BoxingTalk Story |
By Scott Shaffer
22/10/2025
"When [former featherweight champion] Heather Hardy retired, it was not because she wished to rest on her laurels, nor, for that matter, because she wanted to retire at all. In early 2024, she was training for a bare-knuckle boxing bout when she suddenly lost her vision. When it didn’t return for several days, she saw an ophthalmologist, who informed her that the problem was not just with her eyes, it was with her brain. She then dropped out of the fight, she announced, because she 'had too much brain damage.' Media outlets reported her permanent retirement shortly after that. Today, Heather lives with chronic traumatic encephalopathy (CTE) and frontal lobe damage. She has daily seizures, convulsions, and muscle spasms. Her vision is impaired, she cannot sleep, she cannot read maps, and she frequently cannot distinguish right from left. She suffers from debilitating anxiety, for which she takes medication. She is 43. Heather supports herself at a subsistence level by coaching other boxers—at least for a couple of hours a day, before her brain damage symptoms become incapacitating—at the very Brooklyn gym that was her own professional haven for many years. Yet, in perhaps the cruelest development among many, and despite being a former world champion boxer, she cannot afford the kind of private health insurance that would give her even a minimally appropriate level of treatment. Instead, she relies on Medicaid for whatever minimal treatment it provides for her physical, neurological, and psychological symptoms."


AIM OF THE EXERCISE —
Whenever a line in the data holds the string "permanent", pull that line out.

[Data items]
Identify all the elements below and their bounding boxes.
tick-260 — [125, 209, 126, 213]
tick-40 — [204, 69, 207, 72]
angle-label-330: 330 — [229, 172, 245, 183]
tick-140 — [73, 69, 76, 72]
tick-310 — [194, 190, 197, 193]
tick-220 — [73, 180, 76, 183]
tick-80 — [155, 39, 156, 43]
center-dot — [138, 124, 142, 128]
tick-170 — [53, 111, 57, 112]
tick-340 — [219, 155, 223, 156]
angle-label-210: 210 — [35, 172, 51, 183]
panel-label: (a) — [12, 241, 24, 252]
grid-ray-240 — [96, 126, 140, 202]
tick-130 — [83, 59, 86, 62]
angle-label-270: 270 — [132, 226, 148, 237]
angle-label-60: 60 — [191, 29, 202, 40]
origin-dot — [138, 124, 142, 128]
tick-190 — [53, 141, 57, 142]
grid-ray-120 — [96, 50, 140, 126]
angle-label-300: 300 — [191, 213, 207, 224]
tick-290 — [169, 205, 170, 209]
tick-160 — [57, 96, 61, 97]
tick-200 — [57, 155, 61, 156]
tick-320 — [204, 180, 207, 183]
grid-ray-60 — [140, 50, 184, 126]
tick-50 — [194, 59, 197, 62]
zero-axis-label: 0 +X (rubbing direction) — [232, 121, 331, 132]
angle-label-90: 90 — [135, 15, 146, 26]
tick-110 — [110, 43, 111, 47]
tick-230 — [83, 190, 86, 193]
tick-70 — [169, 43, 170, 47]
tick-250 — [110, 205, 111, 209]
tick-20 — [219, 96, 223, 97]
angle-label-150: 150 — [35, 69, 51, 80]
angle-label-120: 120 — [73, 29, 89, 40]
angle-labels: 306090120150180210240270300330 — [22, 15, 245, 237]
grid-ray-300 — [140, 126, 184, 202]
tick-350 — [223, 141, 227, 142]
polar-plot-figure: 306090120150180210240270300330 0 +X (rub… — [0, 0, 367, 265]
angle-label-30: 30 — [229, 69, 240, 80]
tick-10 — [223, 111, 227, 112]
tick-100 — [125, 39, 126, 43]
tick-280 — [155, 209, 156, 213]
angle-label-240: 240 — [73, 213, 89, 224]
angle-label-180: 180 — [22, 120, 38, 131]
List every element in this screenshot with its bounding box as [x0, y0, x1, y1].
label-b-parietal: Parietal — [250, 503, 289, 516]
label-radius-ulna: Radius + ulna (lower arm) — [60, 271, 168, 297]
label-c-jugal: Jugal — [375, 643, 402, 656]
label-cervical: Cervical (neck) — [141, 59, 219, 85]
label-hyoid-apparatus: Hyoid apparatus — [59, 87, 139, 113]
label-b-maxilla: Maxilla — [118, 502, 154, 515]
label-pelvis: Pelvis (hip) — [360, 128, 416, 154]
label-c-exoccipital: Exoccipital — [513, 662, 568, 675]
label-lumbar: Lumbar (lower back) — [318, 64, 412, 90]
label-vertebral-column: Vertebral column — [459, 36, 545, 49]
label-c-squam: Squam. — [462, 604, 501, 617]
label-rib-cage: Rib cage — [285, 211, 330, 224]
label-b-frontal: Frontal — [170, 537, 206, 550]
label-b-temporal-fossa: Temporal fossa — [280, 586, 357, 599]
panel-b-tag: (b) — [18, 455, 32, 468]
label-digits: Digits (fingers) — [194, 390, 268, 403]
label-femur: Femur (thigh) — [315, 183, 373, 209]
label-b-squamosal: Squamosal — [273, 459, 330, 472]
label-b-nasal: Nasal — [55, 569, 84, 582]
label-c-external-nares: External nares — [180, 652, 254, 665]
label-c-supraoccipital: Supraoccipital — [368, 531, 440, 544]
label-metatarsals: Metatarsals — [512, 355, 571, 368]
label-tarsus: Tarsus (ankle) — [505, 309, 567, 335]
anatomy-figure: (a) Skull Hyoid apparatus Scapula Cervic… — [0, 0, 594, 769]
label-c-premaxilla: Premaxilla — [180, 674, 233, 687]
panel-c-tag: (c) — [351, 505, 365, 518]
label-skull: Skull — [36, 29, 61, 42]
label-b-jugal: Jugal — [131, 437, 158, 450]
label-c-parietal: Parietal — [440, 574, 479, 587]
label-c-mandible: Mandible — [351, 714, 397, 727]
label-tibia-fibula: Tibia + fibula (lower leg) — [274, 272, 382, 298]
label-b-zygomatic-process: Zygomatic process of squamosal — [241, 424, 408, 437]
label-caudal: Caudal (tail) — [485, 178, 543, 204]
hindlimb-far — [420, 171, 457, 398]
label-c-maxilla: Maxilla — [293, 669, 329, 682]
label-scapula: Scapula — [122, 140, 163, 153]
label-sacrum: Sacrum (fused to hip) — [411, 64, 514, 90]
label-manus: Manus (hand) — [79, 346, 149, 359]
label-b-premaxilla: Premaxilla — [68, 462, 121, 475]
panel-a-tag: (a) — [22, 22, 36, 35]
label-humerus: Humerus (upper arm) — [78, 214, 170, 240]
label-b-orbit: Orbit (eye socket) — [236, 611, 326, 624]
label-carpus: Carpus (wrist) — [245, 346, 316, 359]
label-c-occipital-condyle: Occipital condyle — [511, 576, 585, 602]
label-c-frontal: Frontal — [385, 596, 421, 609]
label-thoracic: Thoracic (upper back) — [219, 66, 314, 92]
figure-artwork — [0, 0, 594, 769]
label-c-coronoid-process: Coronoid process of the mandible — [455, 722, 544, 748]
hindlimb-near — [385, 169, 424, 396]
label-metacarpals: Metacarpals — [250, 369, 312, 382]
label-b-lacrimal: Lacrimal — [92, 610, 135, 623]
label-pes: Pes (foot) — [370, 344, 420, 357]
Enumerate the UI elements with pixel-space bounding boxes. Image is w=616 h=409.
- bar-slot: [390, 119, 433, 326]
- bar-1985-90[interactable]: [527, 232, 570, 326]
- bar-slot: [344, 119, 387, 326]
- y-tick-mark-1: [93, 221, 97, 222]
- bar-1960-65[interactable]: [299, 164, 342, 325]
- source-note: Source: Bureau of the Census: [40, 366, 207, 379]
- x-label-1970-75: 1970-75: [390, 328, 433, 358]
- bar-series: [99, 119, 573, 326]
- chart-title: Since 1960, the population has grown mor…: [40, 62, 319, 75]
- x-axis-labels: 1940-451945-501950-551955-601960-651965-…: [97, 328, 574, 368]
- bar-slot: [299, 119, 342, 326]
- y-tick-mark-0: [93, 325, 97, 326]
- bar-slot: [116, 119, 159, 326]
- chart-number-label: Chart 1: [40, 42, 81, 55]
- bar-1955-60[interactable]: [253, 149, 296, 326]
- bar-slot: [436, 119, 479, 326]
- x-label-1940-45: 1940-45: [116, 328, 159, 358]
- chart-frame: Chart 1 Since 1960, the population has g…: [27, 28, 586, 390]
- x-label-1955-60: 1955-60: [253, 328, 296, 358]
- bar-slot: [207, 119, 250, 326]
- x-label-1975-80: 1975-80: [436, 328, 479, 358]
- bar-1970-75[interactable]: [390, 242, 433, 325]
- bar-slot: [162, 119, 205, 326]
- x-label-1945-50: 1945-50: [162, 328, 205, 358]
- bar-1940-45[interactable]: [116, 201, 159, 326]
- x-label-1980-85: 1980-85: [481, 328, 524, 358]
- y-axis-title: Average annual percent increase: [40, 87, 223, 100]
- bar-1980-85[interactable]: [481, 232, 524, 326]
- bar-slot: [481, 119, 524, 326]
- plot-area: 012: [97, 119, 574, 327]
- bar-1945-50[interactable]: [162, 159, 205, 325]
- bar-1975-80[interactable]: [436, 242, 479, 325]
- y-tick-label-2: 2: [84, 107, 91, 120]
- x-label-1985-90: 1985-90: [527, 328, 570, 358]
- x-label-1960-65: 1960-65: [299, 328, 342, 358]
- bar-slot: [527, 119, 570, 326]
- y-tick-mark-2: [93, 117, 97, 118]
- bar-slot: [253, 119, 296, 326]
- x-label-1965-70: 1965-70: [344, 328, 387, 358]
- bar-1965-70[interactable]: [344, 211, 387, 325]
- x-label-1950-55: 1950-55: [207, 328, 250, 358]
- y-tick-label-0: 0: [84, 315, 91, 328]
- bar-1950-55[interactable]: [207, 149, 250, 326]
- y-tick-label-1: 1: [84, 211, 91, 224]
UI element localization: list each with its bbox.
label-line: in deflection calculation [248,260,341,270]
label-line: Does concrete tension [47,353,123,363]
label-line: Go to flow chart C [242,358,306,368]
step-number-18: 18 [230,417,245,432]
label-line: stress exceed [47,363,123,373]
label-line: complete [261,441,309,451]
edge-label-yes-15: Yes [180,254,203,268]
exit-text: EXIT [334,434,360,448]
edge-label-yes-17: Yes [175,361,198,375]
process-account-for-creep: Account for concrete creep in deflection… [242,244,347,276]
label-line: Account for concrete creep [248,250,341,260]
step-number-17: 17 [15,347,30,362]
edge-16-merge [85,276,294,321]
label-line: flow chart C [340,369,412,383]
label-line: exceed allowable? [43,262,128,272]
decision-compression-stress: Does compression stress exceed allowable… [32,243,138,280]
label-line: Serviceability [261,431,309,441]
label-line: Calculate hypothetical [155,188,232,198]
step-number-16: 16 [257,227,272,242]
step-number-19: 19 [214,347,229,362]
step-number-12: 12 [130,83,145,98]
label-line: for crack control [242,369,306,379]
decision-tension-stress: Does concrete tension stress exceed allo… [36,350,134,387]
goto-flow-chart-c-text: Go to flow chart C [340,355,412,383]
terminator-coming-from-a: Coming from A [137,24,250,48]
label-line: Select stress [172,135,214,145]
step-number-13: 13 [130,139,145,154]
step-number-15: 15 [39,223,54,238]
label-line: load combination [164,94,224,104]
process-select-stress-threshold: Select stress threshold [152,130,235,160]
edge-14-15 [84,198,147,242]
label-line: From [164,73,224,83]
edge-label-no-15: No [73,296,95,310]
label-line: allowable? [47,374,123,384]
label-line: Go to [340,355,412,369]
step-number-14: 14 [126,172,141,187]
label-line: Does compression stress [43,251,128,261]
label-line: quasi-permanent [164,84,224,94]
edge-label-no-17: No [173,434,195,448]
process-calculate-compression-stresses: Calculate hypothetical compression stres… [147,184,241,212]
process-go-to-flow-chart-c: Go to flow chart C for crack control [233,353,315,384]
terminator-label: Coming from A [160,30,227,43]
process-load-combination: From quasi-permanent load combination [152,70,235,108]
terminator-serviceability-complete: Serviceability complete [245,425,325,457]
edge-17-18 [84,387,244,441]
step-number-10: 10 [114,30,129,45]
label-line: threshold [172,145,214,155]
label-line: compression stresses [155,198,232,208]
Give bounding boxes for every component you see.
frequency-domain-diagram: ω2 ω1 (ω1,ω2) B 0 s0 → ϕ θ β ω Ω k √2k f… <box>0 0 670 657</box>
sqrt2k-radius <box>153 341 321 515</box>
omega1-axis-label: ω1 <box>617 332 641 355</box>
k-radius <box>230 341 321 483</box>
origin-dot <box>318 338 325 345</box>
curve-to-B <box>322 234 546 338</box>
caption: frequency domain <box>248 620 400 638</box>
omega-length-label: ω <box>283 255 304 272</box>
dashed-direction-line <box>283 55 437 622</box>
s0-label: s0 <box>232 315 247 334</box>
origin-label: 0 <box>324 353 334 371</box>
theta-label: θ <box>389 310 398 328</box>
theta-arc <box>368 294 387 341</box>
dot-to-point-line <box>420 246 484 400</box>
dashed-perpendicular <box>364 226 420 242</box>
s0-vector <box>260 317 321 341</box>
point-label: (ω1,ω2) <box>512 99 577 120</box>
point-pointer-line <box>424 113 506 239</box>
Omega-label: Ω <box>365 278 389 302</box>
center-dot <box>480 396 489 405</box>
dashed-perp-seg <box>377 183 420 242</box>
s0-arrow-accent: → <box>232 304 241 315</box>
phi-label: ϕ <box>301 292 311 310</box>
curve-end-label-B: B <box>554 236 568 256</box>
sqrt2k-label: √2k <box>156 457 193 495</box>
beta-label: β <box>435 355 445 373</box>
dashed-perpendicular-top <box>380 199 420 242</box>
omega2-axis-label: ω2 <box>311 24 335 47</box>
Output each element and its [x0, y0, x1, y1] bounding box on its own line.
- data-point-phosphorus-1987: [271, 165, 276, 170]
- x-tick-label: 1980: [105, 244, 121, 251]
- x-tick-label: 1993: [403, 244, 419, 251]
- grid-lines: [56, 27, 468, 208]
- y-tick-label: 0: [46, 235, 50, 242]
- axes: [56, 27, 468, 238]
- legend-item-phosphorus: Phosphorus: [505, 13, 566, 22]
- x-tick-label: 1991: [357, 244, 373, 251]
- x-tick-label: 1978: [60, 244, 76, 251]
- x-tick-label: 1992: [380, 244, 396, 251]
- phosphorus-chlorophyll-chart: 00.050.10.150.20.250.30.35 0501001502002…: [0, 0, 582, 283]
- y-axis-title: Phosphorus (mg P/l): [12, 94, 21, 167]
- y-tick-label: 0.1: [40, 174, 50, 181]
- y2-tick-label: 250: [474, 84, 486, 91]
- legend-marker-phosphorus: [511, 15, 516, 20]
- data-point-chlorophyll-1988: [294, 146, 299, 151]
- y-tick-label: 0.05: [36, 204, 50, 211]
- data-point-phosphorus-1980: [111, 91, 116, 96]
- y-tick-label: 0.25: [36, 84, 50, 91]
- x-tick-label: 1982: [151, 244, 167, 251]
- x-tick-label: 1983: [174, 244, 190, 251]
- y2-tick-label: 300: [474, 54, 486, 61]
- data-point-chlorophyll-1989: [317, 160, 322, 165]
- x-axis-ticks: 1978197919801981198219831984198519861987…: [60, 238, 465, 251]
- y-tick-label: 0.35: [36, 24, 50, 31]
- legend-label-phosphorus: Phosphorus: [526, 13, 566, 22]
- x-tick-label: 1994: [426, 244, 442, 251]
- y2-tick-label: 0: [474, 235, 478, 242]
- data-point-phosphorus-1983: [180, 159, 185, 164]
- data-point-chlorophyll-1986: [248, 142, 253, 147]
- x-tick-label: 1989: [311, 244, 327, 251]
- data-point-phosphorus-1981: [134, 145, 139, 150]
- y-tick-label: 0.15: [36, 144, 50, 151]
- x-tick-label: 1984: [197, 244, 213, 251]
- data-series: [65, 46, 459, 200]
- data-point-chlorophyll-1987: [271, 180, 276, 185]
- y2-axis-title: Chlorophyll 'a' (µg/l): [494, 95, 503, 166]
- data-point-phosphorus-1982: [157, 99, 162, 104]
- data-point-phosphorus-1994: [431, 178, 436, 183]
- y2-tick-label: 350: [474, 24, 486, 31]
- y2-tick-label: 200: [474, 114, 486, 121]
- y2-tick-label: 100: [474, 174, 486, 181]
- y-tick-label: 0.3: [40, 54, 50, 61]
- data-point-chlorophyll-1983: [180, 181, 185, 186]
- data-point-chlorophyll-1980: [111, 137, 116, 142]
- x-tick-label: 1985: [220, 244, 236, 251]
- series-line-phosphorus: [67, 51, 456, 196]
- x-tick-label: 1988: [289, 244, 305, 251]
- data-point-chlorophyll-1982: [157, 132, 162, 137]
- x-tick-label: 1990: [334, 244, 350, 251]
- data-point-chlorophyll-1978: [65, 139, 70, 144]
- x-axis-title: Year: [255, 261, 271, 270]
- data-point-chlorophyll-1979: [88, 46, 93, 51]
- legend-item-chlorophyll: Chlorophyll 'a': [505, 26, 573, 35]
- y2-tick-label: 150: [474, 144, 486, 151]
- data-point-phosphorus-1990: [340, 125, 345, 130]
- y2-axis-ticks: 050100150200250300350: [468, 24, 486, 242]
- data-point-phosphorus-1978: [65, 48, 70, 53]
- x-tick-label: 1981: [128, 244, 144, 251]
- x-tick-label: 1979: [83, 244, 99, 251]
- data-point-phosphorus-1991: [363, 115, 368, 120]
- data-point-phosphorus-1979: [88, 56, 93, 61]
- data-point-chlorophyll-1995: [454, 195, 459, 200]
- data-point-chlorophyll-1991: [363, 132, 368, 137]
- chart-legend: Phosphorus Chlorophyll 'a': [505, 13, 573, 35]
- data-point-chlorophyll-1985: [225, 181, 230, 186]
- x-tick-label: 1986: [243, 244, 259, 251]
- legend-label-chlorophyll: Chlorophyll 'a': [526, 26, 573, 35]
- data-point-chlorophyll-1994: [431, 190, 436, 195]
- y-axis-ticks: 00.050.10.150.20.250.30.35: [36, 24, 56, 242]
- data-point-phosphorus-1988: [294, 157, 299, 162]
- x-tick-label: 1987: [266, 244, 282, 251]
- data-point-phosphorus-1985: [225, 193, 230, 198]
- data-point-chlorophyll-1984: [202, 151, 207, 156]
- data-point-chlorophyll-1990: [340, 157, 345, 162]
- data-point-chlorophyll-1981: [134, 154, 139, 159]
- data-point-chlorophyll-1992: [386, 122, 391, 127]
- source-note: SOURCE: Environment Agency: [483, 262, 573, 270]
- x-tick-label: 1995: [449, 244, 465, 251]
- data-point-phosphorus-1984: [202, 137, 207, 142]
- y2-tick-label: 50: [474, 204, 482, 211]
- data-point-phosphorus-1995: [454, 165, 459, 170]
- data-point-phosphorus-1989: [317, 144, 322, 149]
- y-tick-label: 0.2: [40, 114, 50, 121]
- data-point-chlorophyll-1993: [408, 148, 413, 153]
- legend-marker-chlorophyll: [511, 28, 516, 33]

ANSWER TO THE EXERCISE —
label-line: quasi-permanent [164,84,224,94]
process-load-combination: From quasi-permanent load combination [152,70,235,108]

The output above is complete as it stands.